I was looking at my desk the other day, and I realized it is actually pretty clean.
There are no stacks of paper or old coffee cups lying around. But then I plugged in my external hard drive, and I realized I am an absolute hoarder.
The only difference is that my mess is entirely invisible. I have terabytes of data sitting in folders inside of folders. There are massive directories filled with raw video footage that I shot months ago, and I never touched them again. I have entire folders dedicated to Godot engine assets for a game prototype that I have not opened in weeks. I even keep dozens of AI generated audio tracks that I swore I would use for a project, but I just left them sitting there to rot.
We all do this, and we completely trick ourselves into thinking it is normal.
We tell ourselves that we are just collecting resources or preserving memories, but the reality is that we are not actually organizing anything. We are just moving our anxiety into a digital space. Whenever I download a new tool or save an old Python script from a previous project, I always think about how it might be useful someday. That feeling of "what if I need this later" completely paralyzes me. So, I drag the files into an archive folder and tell myself I will sort it out later. But later never actually comes.
The files just sit there gathering digital dust, while my storage space slowly fills up.
It is a very specific type of modern exhaustion. In the past, people had physical limits on what they could keep. If your room was full of boxes, you had to throw something away.
But the digital world gives us the illusion of infinite space. We can buy another terabyte of cloud storage for a few dollars a month. So instead of making the hard choice to delete something, we just pay a subscription fee to store our digital guilt.
The big tech companies absolutely love this behavior. They know we are too overwhelmed to sort through thousands of old files, and they monetize our inability to let go of things.
I try to clean it up sometimes, but it is honestly overwhelming. I will open a folder from a year ago and stare at a massive list of poorly named files. I look at old video project files, and I try to remember what my plan even was.
The mental effort required to figure out what is safe to delete is just too high. So after about ten minutes of scrolling, I just close the window and ignore the problem again. It feels easier to just buy a new hard drive than to face the graveyard of unfinished projects and abandoned ideas.
I think we need to accept a harsh truth about our digital lives. Most of the things we are saving are already dead. If I have not looked at a specific game asset or a piece of raw footage in over a year, I am definitely never going to use it.
Keeping all of this data does not make me more productive or creative. It just weighs me down with a constant background sense of obligation. We need to learn how to let go, and realize that the delete button is not an enemy.
Sometimes, the best thing you can do for your peace of mind is to just highlight that massive folder of old unused files, take a deep breath, and permanently send it to the trash.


» **WHAT IS NEEDED**: What is needed is every line of the material that contains "icon".

(Beginning of MATERIAL SHOWN)

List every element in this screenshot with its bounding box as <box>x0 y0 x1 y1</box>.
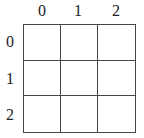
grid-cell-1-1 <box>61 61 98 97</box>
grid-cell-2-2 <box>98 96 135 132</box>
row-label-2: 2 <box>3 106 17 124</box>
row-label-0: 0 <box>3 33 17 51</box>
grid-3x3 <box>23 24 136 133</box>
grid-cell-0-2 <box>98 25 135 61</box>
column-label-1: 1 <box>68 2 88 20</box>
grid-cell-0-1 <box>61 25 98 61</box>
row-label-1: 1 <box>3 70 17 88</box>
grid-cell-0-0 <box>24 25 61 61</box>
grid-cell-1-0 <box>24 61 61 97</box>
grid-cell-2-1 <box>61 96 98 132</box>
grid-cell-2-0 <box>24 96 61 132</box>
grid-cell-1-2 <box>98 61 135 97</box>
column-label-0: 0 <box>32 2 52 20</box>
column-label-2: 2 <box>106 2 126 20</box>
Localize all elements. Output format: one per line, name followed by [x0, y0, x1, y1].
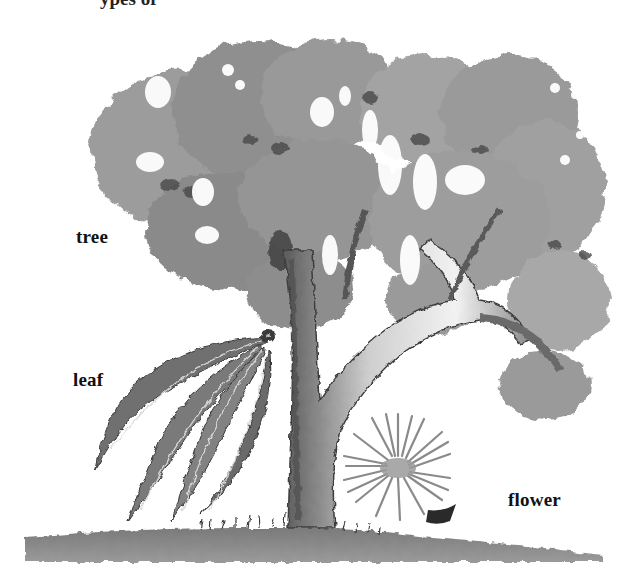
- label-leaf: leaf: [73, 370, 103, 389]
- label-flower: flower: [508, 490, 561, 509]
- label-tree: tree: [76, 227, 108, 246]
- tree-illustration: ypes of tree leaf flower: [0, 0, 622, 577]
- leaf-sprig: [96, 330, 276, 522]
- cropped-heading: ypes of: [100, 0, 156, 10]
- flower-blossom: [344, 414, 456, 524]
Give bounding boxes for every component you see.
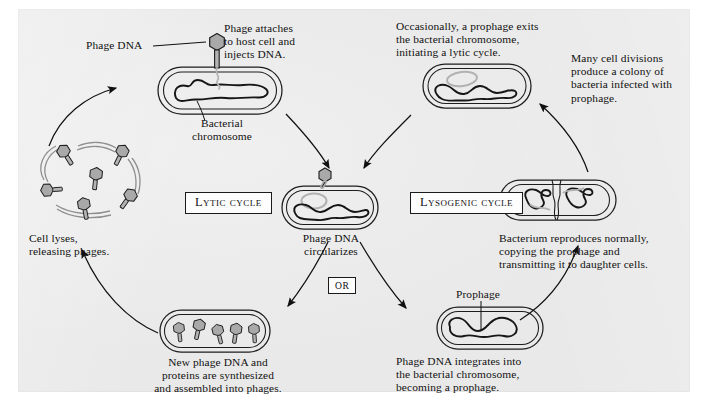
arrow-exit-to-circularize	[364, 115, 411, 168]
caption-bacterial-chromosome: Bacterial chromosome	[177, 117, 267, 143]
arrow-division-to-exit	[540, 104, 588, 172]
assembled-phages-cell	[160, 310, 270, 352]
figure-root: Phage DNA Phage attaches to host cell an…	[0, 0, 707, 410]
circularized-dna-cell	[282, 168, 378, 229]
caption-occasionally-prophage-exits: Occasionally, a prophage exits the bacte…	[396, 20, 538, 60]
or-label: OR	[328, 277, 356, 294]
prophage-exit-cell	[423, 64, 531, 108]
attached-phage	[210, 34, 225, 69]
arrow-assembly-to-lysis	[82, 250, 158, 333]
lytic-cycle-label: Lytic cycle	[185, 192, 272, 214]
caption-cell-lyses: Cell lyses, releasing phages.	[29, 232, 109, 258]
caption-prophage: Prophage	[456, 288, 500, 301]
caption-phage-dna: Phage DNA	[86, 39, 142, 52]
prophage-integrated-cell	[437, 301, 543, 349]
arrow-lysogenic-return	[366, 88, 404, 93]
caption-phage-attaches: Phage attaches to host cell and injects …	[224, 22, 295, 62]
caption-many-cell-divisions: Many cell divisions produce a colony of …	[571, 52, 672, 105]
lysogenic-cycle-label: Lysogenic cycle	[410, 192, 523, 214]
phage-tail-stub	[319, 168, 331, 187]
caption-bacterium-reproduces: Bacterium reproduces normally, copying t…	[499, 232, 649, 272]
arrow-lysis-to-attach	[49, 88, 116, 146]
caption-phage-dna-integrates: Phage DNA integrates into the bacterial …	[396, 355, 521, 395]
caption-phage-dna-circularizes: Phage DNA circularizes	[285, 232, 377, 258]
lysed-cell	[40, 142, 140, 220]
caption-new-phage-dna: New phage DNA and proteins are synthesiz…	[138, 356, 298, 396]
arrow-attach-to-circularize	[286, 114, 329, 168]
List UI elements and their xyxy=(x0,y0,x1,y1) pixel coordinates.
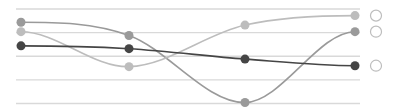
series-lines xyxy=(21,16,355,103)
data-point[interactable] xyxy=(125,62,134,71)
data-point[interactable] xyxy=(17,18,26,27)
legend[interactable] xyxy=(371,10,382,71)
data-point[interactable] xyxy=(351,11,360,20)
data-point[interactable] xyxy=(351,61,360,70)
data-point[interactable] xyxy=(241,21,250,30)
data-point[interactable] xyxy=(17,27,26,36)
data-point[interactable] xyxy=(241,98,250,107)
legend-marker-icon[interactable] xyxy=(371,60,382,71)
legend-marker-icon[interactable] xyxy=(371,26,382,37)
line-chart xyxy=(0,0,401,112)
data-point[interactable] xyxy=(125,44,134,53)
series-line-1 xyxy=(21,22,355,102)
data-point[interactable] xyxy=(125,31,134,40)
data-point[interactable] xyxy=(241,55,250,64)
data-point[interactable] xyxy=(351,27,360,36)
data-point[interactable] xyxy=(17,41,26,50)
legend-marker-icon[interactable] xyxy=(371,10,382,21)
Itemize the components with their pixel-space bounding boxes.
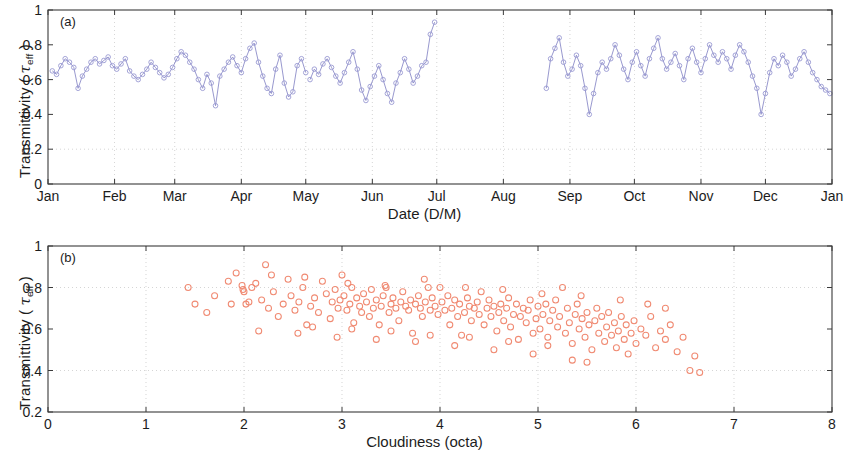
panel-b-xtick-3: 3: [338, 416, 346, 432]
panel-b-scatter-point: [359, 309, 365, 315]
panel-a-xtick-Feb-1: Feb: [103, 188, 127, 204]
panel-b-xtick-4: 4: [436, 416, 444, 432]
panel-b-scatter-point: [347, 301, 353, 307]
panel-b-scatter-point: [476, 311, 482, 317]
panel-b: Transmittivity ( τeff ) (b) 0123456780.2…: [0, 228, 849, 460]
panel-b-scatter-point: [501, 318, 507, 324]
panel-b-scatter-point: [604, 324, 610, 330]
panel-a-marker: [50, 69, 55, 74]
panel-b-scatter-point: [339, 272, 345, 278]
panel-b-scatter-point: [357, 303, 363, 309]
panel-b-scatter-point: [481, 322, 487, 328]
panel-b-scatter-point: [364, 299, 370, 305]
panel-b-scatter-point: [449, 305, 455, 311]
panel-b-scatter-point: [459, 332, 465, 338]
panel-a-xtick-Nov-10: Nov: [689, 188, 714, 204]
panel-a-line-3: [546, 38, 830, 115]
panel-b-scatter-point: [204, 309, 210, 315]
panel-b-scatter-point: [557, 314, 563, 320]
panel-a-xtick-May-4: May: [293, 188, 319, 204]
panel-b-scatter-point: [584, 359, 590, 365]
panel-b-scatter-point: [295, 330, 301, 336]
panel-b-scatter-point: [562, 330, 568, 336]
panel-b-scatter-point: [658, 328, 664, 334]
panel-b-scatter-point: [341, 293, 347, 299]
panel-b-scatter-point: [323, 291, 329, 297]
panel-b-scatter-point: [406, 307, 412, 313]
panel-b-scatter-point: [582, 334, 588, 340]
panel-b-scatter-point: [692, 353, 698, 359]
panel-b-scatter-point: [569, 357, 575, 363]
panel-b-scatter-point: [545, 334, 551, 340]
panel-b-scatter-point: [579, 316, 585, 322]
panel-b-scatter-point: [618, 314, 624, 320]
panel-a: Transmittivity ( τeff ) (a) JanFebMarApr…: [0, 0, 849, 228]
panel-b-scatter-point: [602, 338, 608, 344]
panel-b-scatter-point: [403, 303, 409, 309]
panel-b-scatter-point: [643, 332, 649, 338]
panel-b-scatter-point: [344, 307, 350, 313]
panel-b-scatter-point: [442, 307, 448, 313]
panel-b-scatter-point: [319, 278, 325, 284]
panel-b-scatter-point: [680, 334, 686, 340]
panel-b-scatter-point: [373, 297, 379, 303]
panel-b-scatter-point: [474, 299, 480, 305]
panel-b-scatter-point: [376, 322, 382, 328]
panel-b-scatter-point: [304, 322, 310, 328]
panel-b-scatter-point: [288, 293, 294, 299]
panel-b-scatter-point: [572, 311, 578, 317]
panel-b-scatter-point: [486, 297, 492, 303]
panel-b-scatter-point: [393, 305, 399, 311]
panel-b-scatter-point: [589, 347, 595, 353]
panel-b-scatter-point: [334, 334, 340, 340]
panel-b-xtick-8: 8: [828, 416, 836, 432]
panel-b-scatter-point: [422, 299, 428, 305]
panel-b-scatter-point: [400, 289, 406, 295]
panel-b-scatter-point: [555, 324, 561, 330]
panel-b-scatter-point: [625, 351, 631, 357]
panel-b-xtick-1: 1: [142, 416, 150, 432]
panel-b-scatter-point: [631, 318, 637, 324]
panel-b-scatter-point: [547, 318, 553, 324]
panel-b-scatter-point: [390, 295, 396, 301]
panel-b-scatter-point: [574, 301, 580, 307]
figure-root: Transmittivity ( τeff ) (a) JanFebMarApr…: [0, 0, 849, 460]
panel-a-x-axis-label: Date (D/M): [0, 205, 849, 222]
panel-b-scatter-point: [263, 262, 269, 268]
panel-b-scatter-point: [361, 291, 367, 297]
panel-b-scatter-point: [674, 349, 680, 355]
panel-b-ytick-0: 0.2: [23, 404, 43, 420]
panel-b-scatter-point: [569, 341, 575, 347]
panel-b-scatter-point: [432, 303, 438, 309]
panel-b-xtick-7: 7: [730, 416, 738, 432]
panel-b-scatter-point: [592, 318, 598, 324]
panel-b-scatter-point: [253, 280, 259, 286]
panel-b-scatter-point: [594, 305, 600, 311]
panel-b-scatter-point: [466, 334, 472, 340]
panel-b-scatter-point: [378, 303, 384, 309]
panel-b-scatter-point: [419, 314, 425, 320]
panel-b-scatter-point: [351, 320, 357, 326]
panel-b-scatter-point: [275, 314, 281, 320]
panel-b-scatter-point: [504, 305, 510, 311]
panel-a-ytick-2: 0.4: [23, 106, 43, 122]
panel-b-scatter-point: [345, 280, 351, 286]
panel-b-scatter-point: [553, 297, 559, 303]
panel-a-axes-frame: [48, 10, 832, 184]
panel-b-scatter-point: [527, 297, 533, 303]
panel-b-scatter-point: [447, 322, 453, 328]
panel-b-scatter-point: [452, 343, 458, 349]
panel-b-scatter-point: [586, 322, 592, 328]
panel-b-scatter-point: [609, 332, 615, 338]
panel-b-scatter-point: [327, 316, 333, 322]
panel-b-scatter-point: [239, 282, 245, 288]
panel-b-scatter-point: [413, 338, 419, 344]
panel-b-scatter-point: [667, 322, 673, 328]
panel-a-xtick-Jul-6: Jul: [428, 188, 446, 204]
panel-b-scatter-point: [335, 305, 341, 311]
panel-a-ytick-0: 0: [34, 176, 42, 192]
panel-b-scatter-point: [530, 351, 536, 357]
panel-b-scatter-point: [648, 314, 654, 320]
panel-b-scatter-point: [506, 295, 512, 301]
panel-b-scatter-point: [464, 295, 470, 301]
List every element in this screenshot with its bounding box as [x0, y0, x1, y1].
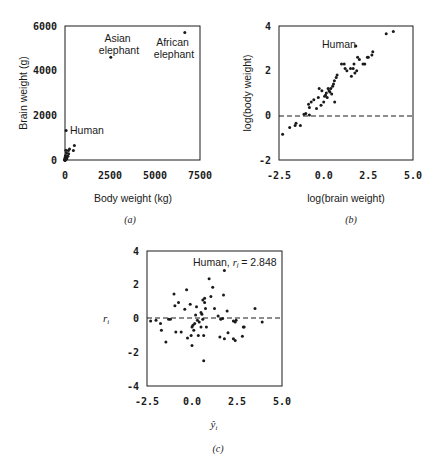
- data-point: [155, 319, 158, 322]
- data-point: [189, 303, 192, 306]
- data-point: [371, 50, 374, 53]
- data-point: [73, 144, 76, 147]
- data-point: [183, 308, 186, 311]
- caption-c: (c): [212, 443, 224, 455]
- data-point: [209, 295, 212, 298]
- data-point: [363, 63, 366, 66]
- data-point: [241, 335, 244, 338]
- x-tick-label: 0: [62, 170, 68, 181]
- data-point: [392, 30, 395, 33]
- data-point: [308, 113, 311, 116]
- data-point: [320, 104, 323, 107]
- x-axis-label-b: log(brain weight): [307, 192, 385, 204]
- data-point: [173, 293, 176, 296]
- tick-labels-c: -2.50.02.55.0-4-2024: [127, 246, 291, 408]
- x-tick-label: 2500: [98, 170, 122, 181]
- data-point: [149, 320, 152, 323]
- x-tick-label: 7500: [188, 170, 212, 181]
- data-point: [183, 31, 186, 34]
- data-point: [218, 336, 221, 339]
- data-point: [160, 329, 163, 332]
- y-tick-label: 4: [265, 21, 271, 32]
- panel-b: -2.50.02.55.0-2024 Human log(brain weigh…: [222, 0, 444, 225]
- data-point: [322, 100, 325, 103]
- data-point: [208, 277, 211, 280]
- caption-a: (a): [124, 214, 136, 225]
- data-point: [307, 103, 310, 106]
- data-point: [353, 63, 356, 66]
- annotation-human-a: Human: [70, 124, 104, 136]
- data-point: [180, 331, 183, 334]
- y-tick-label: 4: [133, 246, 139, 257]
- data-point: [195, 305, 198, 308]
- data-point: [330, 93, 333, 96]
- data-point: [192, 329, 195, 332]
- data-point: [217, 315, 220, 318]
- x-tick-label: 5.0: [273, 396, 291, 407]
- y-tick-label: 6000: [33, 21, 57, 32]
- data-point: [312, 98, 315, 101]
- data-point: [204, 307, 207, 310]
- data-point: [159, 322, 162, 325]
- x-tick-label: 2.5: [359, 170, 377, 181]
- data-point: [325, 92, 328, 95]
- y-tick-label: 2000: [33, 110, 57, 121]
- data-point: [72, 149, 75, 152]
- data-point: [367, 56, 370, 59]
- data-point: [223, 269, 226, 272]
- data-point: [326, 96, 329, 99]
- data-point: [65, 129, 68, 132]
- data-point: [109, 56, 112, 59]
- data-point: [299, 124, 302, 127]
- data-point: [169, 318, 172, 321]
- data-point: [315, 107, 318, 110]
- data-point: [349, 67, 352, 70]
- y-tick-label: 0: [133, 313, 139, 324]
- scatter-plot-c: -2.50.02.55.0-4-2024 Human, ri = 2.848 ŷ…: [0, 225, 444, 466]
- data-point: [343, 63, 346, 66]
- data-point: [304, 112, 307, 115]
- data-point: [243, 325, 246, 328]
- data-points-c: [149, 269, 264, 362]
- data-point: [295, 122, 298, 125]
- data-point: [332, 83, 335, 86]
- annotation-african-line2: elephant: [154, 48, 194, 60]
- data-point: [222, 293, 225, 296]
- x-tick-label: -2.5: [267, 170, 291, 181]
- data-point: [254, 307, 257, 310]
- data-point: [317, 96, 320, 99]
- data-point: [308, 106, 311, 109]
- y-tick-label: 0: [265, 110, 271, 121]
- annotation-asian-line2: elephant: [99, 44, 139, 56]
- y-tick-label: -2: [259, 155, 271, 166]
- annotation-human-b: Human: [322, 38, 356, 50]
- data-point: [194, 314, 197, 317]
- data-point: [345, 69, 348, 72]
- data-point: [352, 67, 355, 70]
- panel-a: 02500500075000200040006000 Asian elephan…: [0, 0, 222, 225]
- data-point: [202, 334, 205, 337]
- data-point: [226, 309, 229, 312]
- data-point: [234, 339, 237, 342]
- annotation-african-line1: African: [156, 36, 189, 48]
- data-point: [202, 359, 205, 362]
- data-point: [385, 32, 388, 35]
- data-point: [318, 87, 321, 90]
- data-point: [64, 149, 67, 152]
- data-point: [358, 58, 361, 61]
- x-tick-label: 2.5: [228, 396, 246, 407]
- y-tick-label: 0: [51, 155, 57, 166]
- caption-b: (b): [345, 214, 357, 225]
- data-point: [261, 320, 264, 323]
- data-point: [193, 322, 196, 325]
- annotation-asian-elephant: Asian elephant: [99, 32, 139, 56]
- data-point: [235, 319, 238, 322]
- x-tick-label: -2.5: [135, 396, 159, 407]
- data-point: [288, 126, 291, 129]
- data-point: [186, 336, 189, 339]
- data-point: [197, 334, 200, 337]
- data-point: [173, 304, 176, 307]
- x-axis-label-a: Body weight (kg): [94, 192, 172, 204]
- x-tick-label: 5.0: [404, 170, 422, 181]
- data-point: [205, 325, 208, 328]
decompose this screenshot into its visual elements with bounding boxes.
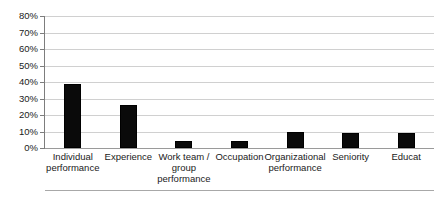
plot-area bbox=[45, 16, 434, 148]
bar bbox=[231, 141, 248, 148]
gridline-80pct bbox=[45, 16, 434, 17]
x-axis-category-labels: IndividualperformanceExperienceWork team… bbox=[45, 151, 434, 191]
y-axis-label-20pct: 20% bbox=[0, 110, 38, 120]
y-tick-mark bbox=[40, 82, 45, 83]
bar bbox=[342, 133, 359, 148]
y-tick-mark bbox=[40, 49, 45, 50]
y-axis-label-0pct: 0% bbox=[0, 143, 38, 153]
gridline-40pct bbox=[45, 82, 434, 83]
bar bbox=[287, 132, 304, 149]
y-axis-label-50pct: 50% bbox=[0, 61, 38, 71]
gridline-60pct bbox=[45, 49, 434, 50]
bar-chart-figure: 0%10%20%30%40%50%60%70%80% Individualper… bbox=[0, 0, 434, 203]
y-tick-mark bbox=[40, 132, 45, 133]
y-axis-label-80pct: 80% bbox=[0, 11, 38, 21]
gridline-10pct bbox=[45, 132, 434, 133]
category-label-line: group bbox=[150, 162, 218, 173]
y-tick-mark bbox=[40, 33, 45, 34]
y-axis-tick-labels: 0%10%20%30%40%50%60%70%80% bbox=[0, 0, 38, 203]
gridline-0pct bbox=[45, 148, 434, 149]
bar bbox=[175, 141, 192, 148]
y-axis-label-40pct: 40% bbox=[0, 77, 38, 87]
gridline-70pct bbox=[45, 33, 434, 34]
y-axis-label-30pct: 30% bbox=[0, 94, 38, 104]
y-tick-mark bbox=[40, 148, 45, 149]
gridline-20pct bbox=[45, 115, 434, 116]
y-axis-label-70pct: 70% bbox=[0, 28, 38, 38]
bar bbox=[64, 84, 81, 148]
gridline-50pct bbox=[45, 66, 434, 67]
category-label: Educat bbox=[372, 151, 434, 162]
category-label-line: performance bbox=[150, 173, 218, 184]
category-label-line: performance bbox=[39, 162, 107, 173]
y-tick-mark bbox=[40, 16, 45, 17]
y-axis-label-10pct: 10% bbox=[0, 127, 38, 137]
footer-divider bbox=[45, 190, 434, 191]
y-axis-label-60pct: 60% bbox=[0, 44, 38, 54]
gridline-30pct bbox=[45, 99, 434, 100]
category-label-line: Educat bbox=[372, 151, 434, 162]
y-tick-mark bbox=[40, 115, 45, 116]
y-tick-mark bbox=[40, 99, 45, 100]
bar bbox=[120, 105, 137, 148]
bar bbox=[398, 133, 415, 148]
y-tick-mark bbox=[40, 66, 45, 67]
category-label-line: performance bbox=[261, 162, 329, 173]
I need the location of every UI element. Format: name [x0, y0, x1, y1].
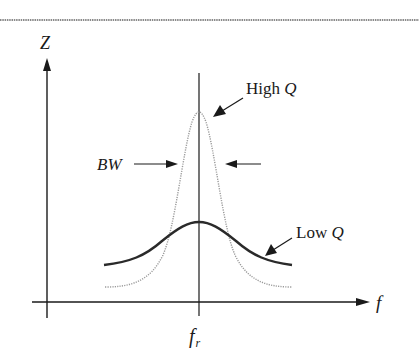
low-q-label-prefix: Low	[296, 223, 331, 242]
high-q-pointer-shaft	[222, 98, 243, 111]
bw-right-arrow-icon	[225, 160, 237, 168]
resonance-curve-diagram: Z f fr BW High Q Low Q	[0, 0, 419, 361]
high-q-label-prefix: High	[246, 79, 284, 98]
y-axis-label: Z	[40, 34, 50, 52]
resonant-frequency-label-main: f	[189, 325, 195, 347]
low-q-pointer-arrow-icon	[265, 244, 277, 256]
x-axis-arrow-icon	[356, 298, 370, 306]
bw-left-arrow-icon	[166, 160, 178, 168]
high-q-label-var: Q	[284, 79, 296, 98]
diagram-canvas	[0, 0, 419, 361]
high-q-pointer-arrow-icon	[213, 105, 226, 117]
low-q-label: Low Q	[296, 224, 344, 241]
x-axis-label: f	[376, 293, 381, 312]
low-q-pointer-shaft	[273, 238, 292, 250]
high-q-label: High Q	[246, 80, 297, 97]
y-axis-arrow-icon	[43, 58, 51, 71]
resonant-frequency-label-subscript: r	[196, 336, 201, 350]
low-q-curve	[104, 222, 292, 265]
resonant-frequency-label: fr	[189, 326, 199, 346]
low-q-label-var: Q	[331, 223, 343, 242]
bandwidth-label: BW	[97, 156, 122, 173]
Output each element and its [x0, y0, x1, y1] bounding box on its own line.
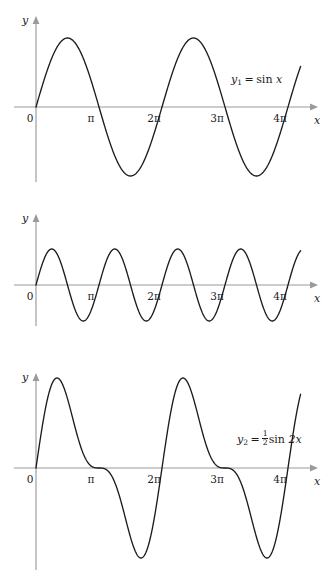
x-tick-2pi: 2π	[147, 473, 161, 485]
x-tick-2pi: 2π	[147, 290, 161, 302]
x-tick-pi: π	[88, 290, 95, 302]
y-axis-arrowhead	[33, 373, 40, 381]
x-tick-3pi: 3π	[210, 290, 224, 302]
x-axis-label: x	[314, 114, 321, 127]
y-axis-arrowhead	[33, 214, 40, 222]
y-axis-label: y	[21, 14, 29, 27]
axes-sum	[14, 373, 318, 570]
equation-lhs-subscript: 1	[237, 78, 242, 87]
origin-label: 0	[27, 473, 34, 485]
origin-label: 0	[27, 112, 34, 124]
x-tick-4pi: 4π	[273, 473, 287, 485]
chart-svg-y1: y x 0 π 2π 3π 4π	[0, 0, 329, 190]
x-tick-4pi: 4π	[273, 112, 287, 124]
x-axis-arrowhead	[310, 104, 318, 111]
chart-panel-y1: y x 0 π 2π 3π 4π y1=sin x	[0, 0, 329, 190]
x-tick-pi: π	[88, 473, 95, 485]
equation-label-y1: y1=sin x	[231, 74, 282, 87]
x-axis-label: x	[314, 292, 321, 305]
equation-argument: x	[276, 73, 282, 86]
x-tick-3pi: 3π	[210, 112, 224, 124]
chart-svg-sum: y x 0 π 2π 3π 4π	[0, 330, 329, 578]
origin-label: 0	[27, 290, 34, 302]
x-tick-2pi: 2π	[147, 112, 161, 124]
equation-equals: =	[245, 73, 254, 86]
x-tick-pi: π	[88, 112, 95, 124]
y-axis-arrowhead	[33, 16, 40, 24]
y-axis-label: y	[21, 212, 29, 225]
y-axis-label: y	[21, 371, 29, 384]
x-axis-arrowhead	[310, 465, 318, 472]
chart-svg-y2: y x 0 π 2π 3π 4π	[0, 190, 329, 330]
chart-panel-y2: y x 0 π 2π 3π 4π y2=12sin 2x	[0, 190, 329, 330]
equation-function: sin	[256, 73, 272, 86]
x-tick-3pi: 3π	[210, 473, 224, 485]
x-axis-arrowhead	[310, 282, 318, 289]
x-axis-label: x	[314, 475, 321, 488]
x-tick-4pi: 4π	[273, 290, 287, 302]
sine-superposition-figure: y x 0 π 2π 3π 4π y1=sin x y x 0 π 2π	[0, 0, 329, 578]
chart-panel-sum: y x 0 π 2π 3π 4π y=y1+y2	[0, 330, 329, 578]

(End of MATERIAL SHOWN)

» **REPLY**:
legend-marker-icon[interactable] xyxy=(371,60,382,71)
legend-marker-icon[interactable] xyxy=(371,26,382,37)
legend-marker-icon[interactable] xyxy=(371,10,382,21)
bw-right-arrow-icon	[225, 160, 237, 168]
low-q-pointer-arrow-icon	[265, 244, 277, 256]
x-axis-arrow-icon	[356, 298, 370, 306]
bw-left-arrow-icon	[166, 160, 178, 168]
high-q-pointer-arrow-icon	[213, 105, 226, 117]
y-axis-arrow-icon	[43, 58, 51, 71]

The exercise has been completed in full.